Recommendations for Interviewing Job Candidates

I teach a PhD Job Market course on a biennial schedule, and we always talk about ways to combat gender and race microaggressions during interviewing. Over the past year or so, it has also come up in my family development course when we discuss the motherhood penalty, and in talks I gave to the FisherContinue reading “Recommendations for Interviewing Job Candidates”

Health and Social Science for All

Recently, I have been reflecting on the state of health and social science in the US. How competitive is it to get an NIH grant? The number of submissions to the National Institutes of Health has grown continually over the past 20+ years; in 2018, NIH received more than 55,000 grant applications, of which aboutContinue reading “Health and Social Science for All”

Fighting Back: Implicit Bias, Micro-aggressions, and Micro-resistance

I have been planning to do a post on diversity in graduate education, but it requires me being vulnerable and I wasn’t even sure how to even do it. On Tuesday, in my first-year graduate proseminar, we had a session on implicit bias, micro-aggressions, and micro-resistance, and ironically, 2016 was the first year that IContinue reading “Fighting Back: Implicit Bias, Micro-aggressions, and Micro-resistance”

A Graduate Family Course Syllabus

I have been revising my Theoretical Perspectives on the Family syllabus (see the final product here). [Check out this post for tips on how to design your own interdisciplinary graduate seminars]  In a given week, I only want to assign about four readings. But, given that I have to cover theory and substantive topics eachContinue reading “A Graduate Family Course Syllabus”

Where should I go to graduate school?

After you decide to go to graduate school [after reading Should I go to graduate school] and are accepted [see Crowdsourced Advice for Students Applying to Graduate School], it is time to decide where to go to graduate school. Many students are making those decisions now. Yesterday I received an email from a student whoContinue reading “Where should I go to graduate school?”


§ **Directions**
Leave the pictures out while you restate every entry below word for word.

§ **Task material**
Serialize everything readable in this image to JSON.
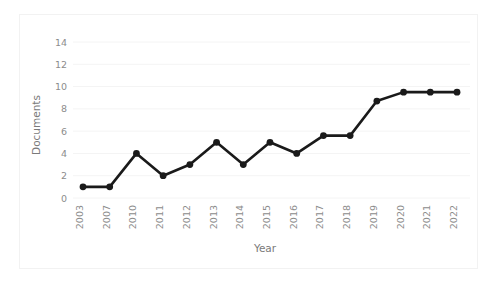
{
  "chart_data": {
    "type": "line",
    "title": "",
    "xlabel": "Year",
    "ylabel": "Documents",
    "categories": [
      "2003",
      "2007",
      "2010",
      "2011",
      "2012",
      "2013",
      "2014",
      "2015",
      "2016",
      "2017",
      "2018",
      "2019",
      "2020",
      "2021",
      "2022"
    ],
    "values": [
      1,
      1,
      4,
      2,
      3,
      5,
      3,
      5,
      4,
      5.6,
      5.6,
      8.7,
      9.5,
      9.5,
      9.5
    ],
    "series": [
      {
        "name": "Documents",
        "values": [
          1,
          1,
          4,
          2,
          3,
          5,
          3,
          5,
          4,
          5.6,
          5.6,
          8.7,
          9.5,
          9.5,
          9.5
        ]
      }
    ],
    "ylim": [
      0,
      15
    ],
    "yticks": [
      0,
      2,
      4,
      6,
      8,
      10,
      12,
      14
    ],
    "ytick_labels": [
      "0",
      "2",
      "4",
      "6",
      "8",
      "10",
      "12",
      "14"
    ],
    "grid": true,
    "grid_axis": "y",
    "legend": "none",
    "marker": "circle",
    "line_color": "#1a1a1a",
    "marker_color": "#1a1a1a",
    "grid_color": "#f4f4f4",
    "tick_label_color": "#8c8c8c",
    "axis_title_color": "#7a7a7a",
    "background_color": "#ffffff",
    "frame_color": "#f2f2f2",
    "xtick_rotation": -90
  },
  "figure": {
    "width": 503,
    "height": 289
  }
}
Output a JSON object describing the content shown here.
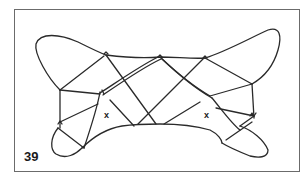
{
  "figure": {
    "number": "39",
    "markers": [
      {
        "label": "x",
        "side": "left"
      },
      {
        "label": "x",
        "side": "right"
      }
    ],
    "stroke_color": "#2a2a2a",
    "frame_color": "#6b6b6b",
    "background_color": "#ffffff"
  }
}
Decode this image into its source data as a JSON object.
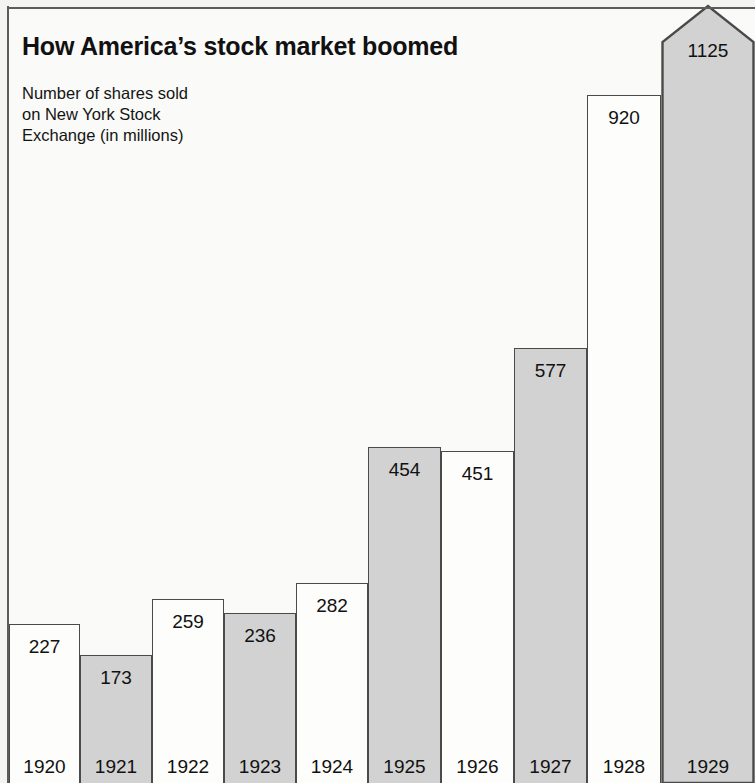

§ **Solution to this exercise**
Serialize everything readable in this image to JSON.
{
  "chart_data": {
    "type": "line",
    "title": "",
    "xlabel": "Year",
    "ylabel": "Documents",
    "categories": [
      "2003",
      "2007",
      "2010",
      "2011",
      "2012",
      "2013",
      "2014",
      "2015",
      "2016",
      "2017",
      "2018",
      "2019",
      "2020",
      "2021",
      "2022"
    ],
    "values": [
      1,
      1,
      4,
      2,
      3,
      5,
      3,
      5,
      4,
      5.6,
      5.6,
      8.7,
      9.5,
      9.5,
      9.5
    ],
    "series": [
      {
        "name": "Documents",
        "values": [
          1,
          1,
          4,
          2,
          3,
          5,
          3,
          5,
          4,
          5.6,
          5.6,
          8.7,
          9.5,
          9.5,
          9.5
        ]
      }
    ],
    "ylim": [
      0,
      15
    ],
    "yticks": [
      0,
      2,
      4,
      6,
      8,
      10,
      12,
      14
    ],
    "ytick_labels": [
      "0",
      "2",
      "4",
      "6",
      "8",
      "10",
      "12",
      "14"
    ],
    "grid": true,
    "grid_axis": "y",
    "legend": "none",
    "marker": "circle",
    "line_color": "#1a1a1a",
    "marker_color": "#1a1a1a",
    "grid_color": "#f4f4f4",
    "tick_label_color": "#8c8c8c",
    "axis_title_color": "#7a7a7a",
    "background_color": "#ffffff",
    "frame_color": "#f2f2f2",
    "xtick_rotation": -90
  },
  "figure": {
    "width": 503,
    "height": 289
  }
}
Output a JSON object describing the content shown here.
{
  "figure": {
    "number": "39",
    "markers": [
      {
        "label": "x",
        "side": "left"
      },
      {
        "label": "x",
        "side": "right"
      }
    ],
    "stroke_color": "#2a2a2a",
    "frame_color": "#6b6b6b",
    "background_color": "#ffffff"
  }
}
Decode this image into its source data as a JSON object.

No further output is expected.